I'm going to challenge this. Anecdata may be what it is, but I've never seen any popular artwork from any east asian culture that embraces the slanted eye representation. It just doesn't happen. Asian cultures draw asian people as... people.
The kind of ridiculous physical caricature we see in this kind of artwork (slanted eyes and buck teeth on asians, long arms, huge lips and a completely non-representative chimpanzee circle around the mouth on africans, etc...) only makes sense when viewed from outside, in the "look at these strange and alien people" sense. No one drawing themself reaches for tropes like this.
> I haven't seen the other tropes you've mentioned though.
It doesn't strike you as odd that in this whole enormous controversy which has consumed right wing media all week and driven this thousand+ comment thread to the top of HN...
... that no one thought to show you the actual artwork in question, and that you never looked it up for yourself?
> I'm going to challenge this. Anecdata may be what it is, but I've never seen any popular artwork from any east asian culture that embraces the slanted eye representation. It just doesn't happen. Asian cultures draw asian people as... people
My prior comment was in response to this gap.
With regards to the controversy stirred up by right-wing propaganda, Aesop's fable of the bull and the gnat applies for me.
The kind of ridiculous physical caricature we see in this kind of artwork (slanted eyes and buck teeth on asians, long arms, huge lips and a completely non-representative chimpanzee circle around the mouth on africans, etc...) only makes sense when viewed from outside, in the "look at these strange and alien people" sense. No one drawing themself reaches for tropes like this.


_Activity_
Each line between the one holding "What's the underlying" and the end of the material below, both included, is to be transcribed word for word, with pictures left out.
-- Data for review follows --
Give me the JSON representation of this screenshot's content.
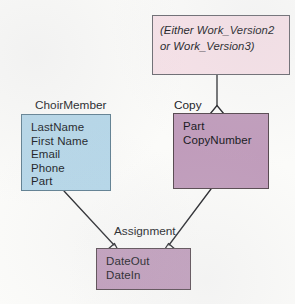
{
  "diagram": {
    "type": "entity-relationship-diagram",
    "background_color": "#fbfbf9",
    "line_color": "#26272b",
    "notation": "crow-foot-triangle",
    "entities": [
      {
        "id": "choirmember",
        "title": "ChoirMember",
        "fill_color": "#b5d7e9",
        "border_color": "#5e7e90",
        "attributes": [
          "LastName",
          "First Name",
          "Email",
          "Phone",
          "Part"
        ]
      },
      {
        "id": "copy",
        "title": "Copy",
        "fill_color": "#c09cbb",
        "border_color": "#56484f",
        "attributes": [
          "Part",
          "CopyNumber"
        ]
      },
      {
        "id": "assignment",
        "title": "Assignment",
        "fill_color": "#c09cbb",
        "border_color": "#56484f",
        "attributes": [
          "DateOut",
          "DateIn"
        ]
      }
    ],
    "notes": [
      {
        "id": "work-version-note",
        "text": "(Either Work_Version2 or Work_Version3)",
        "fill_color": "#f7e2e8",
        "border_color": "#6a6a70",
        "italic": true,
        "attaches_to": "copy"
      }
    ],
    "relationships": [
      {
        "id": "note-to-copy",
        "from": "work-version-note",
        "to": "copy",
        "end_marker": "triangle"
      },
      {
        "id": "choirmember-to-assignment",
        "from": "choirmember",
        "to": "assignment",
        "end_marker": "triangle"
      },
      {
        "id": "copy-to-assignment",
        "from": "copy",
        "to": "assignment",
        "end_marker": "triangle"
      }
    ]
  }
}
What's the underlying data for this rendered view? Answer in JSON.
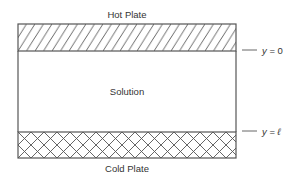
{
  "diagram": {
    "top_label": "Hot Plate",
    "middle_label": "Solution",
    "bottom_label": "Cold Plate",
    "markers": [
      {
        "var": "y",
        "eq": " = ",
        "value": "0"
      },
      {
        "var": "y",
        "eq": " = ",
        "value": "ℓ"
      }
    ],
    "colors": {
      "stroke": "#555555",
      "text": "#333333",
      "background": "#ffffff"
    },
    "hatch": {
      "hot_plate": "diagonal",
      "cold_plate": "crosshatch"
    }
  }
}
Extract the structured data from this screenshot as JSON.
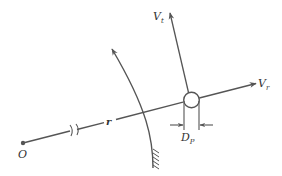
-- Data for review concluded --
_Exercise answer_
What's the underlying data for this rendered view? Answer in JSON.
{
  "diagram": {
    "top_label": "Hot Plate",
    "middle_label": "Solution",
    "bottom_label": "Cold Plate",
    "markers": [
      {
        "var": "y",
        "eq": " = ",
        "value": "0"
      },
      {
        "var": "y",
        "eq": " = ",
        "value": "ℓ"
      }
    ],
    "colors": {
      "stroke": "#555555",
      "text": "#333333",
      "background": "#ffffff"
    },
    "hatch": {
      "hot_plate": "diagonal",
      "cold_plate": "crosshatch"
    }
  }
}
Extract the structured data from this screenshot as JSON.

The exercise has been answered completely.